The doctor glanced down from where he fiddled with the jury-rigged blood filter. “My lord?”
“The moment you have a medtech—no, a doctor. The moment you have some qualified men free, send them to the cargo hold where the ba has the replicators. I want them to run samples, try to see if the ba has contaminated or poisoned them in any way. Then make sure the equipment's all running all right. It's very important that the haut infants all be kept alive and well.”
“Yes, Lord Vorkosigan.”
If the haut babies were inoculated with the same vile parasites presently rioting through his own body, might the replicators' temperature be turned down to chill them all, and slow the disease process? Or would such cold stress the infants, damage them . . . he was borrowing trouble, reasoning in advance of his data. A trained agent, conditioned to the correct disconnect between action and imagination, might have performed such an inoculation, cleaning up every bit of incriminating high-haut DNA before abandoning the scene. But this ba was an amateur. This ba had another sort of conditioning altogether.

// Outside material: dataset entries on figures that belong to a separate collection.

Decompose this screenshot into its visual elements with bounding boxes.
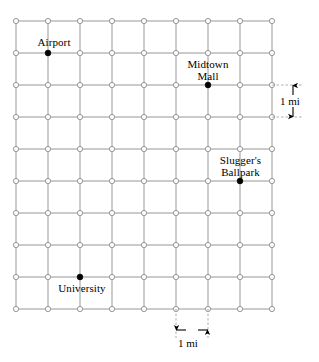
- grid-intersection-node: [269, 210, 274, 215]
- grid-intersection-node: [269, 146, 274, 151]
- grid-intersection-node: [269, 242, 274, 247]
- grid-intersection-node: [205, 242, 210, 247]
- grid-intersection-node: [109, 210, 114, 215]
- grid-intersection-node: [141, 18, 146, 23]
- grid-intersection-node: [77, 18, 82, 23]
- grid-intersection-node: [173, 18, 178, 23]
- grid-intersection-node: [109, 114, 114, 119]
- grid-intersection-node: [45, 114, 50, 119]
- grid-intersection-node: [173, 242, 178, 247]
- grid-intersection-node: [45, 178, 50, 183]
- grid-intersection-node: [77, 306, 82, 311]
- grid-intersection-node: [237, 146, 242, 151]
- grid-intersection-node: [77, 50, 82, 55]
- grid-intersection-node: [13, 306, 18, 311]
- landmark-label-sluggers-ballpark: Slugger'sBallpark: [212, 154, 269, 178]
- scale-label-vertical-scale: 1 mi: [280, 95, 300, 107]
- grid-intersection-node: [77, 242, 82, 247]
- grid-intersection-node: [45, 146, 50, 151]
- grid-intersection-node: [141, 50, 146, 55]
- grid-intersection-node: [237, 82, 242, 87]
- grid-intersection-node: [13, 274, 18, 279]
- city-grid-map-figure: AirportMidtownMallSlugger'sBallparkUnive…: [0, 0, 319, 362]
- grid-intersection-node: [141, 146, 146, 151]
- grid-intersection-node: [45, 210, 50, 215]
- grid-intersection-node: [77, 82, 82, 87]
- landmark-label-line: University: [54, 282, 110, 294]
- grid-intersection-node: [269, 274, 274, 279]
- grid-intersection-node: [109, 50, 114, 55]
- grid-intersection-node: [205, 210, 210, 215]
- grid-intersection-node: [173, 210, 178, 215]
- landmark-label-line: Ballpark: [212, 166, 269, 178]
- landmark-label-line: Airport: [31, 36, 77, 48]
- grid-intersection-node: [173, 146, 178, 151]
- grid-intersection-node: [141, 114, 146, 119]
- landmark-dot-university: [77, 274, 83, 280]
- landmark-label-line: Midtown: [180, 58, 236, 70]
- grid-intersection-node: [141, 306, 146, 311]
- grid-intersection-node: [237, 114, 242, 119]
- grid-intersection-node: [13, 18, 18, 23]
- grid-intersection-node: [109, 274, 114, 279]
- grid-intersection-node: [45, 82, 50, 87]
- grid-intersection-node: [77, 178, 82, 183]
- grid-intersection-node: [205, 50, 210, 55]
- grid-intersection-node: [109, 146, 114, 151]
- grid-intersection-node: [141, 242, 146, 247]
- grid-intersection-node: [45, 306, 50, 311]
- grid-intersection-node: [205, 114, 210, 119]
- grid-intersection-node: [13, 50, 18, 55]
- grid-intersection-node: [205, 274, 210, 279]
- grid-intersection-node: [45, 274, 50, 279]
- grid-intersection-node: [269, 50, 274, 55]
- landmark-dot-sluggers-ballpark: [237, 178, 243, 184]
- grid-intersection-node: [13, 114, 18, 119]
- grid-intersection-node: [173, 274, 178, 279]
- grid-intersection-node: [173, 178, 178, 183]
- grid-intersection-node: [13, 178, 18, 183]
- grid-intersection-node: [269, 306, 274, 311]
- grid-intersection-node: [173, 82, 178, 87]
- grid-intersection-node: [109, 306, 114, 311]
- grid-intersection-node: [77, 210, 82, 215]
- landmark-label-airport: Airport: [31, 36, 77, 48]
- grid-intersection-node: [109, 82, 114, 87]
- grid-intersection-node: [109, 178, 114, 183]
- landmark-label-midtown-mall: MidtownMall: [180, 58, 236, 82]
- grid-intersection-node: [205, 18, 210, 23]
- grid-intersection-node: [13, 210, 18, 215]
- grid-intersection-node: [237, 274, 242, 279]
- landmark-label-university: University: [54, 282, 110, 294]
- grid-intersection-node: [45, 18, 50, 23]
- grid-intersection-node: [237, 306, 242, 311]
- grid-intersection-node: [77, 146, 82, 151]
- landmark-dot-airport: [45, 50, 51, 56]
- grid-intersection-node: [237, 210, 242, 215]
- grid-intersection-node: [141, 178, 146, 183]
- grid-intersection-node: [205, 146, 210, 151]
- grid-intersection-node: [173, 50, 178, 55]
- landmark-label-line: Mall: [180, 70, 236, 82]
- grid-intersection-node: [269, 18, 274, 23]
- grid-intersection-node: [141, 274, 146, 279]
- grid-intersection-node: [141, 82, 146, 87]
- grid-intersection-node: [77, 114, 82, 119]
- grid-intersection-node: [45, 242, 50, 247]
- grid-intersection-node: [237, 18, 242, 23]
- grid-intersection-node: [109, 242, 114, 247]
- grid-intersection-node: [109, 18, 114, 23]
- landmark-label-line: Slugger's: [212, 154, 269, 166]
- grid-intersection-node: [205, 178, 210, 183]
- grid-intersection-node: [13, 242, 18, 247]
- grid-intersection-node: [141, 210, 146, 215]
- scale-label-horizontal-scale: 1 mi: [178, 337, 198, 349]
- grid-intersection-node: [173, 114, 178, 119]
- grid-graphic: [0, 0, 319, 362]
- grid-intersection-node: [13, 146, 18, 151]
- grid-intersection-node: [237, 50, 242, 55]
- grid-intersection-node: [237, 242, 242, 247]
- grid-intersection-node: [269, 178, 274, 183]
- landmark-dot-midtown-mall: [205, 82, 211, 88]
- grid-intersection-node: [13, 82, 18, 87]
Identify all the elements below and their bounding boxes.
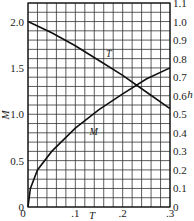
left-tick-label: 2.0 xyxy=(10,16,24,28)
x-axis-title: T xyxy=(89,209,96,221)
right-tick-label: 0.3 xyxy=(173,145,187,157)
grid xyxy=(28,3,170,207)
right-axis-ticks: 00.10.20.30.40.50.60.70.80.91.01.1 xyxy=(173,0,187,213)
right-tick-label: 0.9 xyxy=(173,34,187,46)
right-tick-label: 0.2 xyxy=(173,164,187,176)
right-tick-label: 0.6 xyxy=(173,90,187,102)
right-tick-label: 1.1 xyxy=(173,0,187,9)
series-M-curve xyxy=(28,68,170,207)
x-axis-ticks: 0.1.2.3 xyxy=(20,207,174,219)
left-axis-ticks: 00.51.01.52.0 xyxy=(10,16,24,213)
x-tick-label: .2 xyxy=(119,207,127,219)
right-tick-label: 1.0 xyxy=(173,16,187,28)
curve-label-M: M xyxy=(89,126,99,137)
left-axis-title: M xyxy=(0,110,11,121)
right-axis-title: h xyxy=(187,88,193,100)
right-tick-label: 0.7 xyxy=(173,71,187,83)
right-tick-label: 0.8 xyxy=(173,53,187,65)
left-tick-label: 1.0 xyxy=(10,108,24,120)
left-tick-label: 0.5 xyxy=(10,155,24,167)
left-tick-label: 1.5 xyxy=(10,62,24,74)
x-tick-label: .3 xyxy=(166,207,175,219)
chart: 00.51.01.52.0 00.10.20.30.40.50.60.70.80… xyxy=(0,0,194,221)
right-tick-label: 0.5 xyxy=(173,108,187,120)
right-tick-label: 0.4 xyxy=(173,127,187,139)
x-tick-label: 0 xyxy=(20,207,26,219)
x-tick-label: .1 xyxy=(71,207,79,219)
right-tick-label: 0.1 xyxy=(173,182,187,194)
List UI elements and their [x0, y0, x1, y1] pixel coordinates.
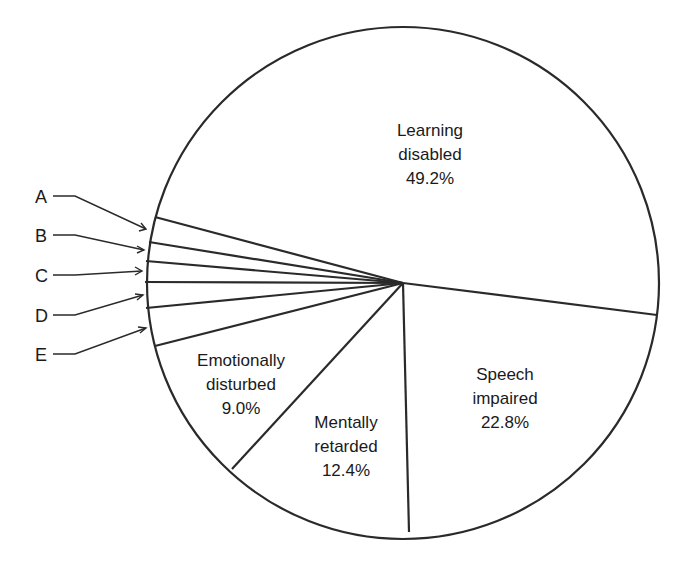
callout-label-e: E: [35, 345, 47, 365]
callout-label-d: D: [35, 306, 48, 326]
callout-arrow-c: [53, 271, 142, 275]
label-speech-2: impaired: [472, 389, 537, 408]
pie-chart: A B C D E Learning disabled 49.2% Speech…: [0, 0, 681, 569]
label-mental-pct: 12.4%: [322, 461, 370, 480]
label-speech-1: Speech: [476, 365, 534, 384]
callout-arrow-a: [53, 196, 146, 229]
divider-d-e: [146, 283, 403, 308]
label-speech-pct: 22.8%: [481, 413, 529, 432]
callout-arrow-b: [53, 235, 144, 250]
label-emotional-2: disturbed: [206, 375, 276, 394]
divider-learning-speech: [403, 283, 657, 315]
callout-arrow-e: [53, 328, 146, 354]
divider-speech-mental: [403, 283, 409, 532]
divider-emotional-e: [155, 283, 403, 346]
label-learning-pct: 49.2%: [406, 169, 454, 188]
callout-label-b: B: [35, 226, 47, 246]
callout-arrow-d: [53, 295, 143, 315]
divider-c-d: [145, 282, 403, 283]
callout-label-c: C: [35, 266, 48, 286]
label-mental-2: retarded: [314, 437, 377, 456]
label-emotional-1: Emotionally: [197, 351, 285, 370]
label-learning-2: disabled: [398, 145, 461, 164]
label-learning-1: Learning: [397, 121, 463, 140]
label-emotional-pct: 9.0%: [222, 399, 261, 418]
callout-label-a: A: [35, 187, 47, 207]
label-mental-1: Mentally: [314, 413, 378, 432]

Yes, but that conditioning must have gone very wrong somehow, or this ba wouldn't have got this far . . .
Miles added as Clogston turned away, “And give me word on the condition of the pilot, Corbeau, as soon as you have it.” The retreating suited figure raised a hand in acknowledgment.
In a few minutes, Roic entered the ward; he had doffed the bulky powered work suit, and now wore more comfortable military-issue Level Three biotainer garb.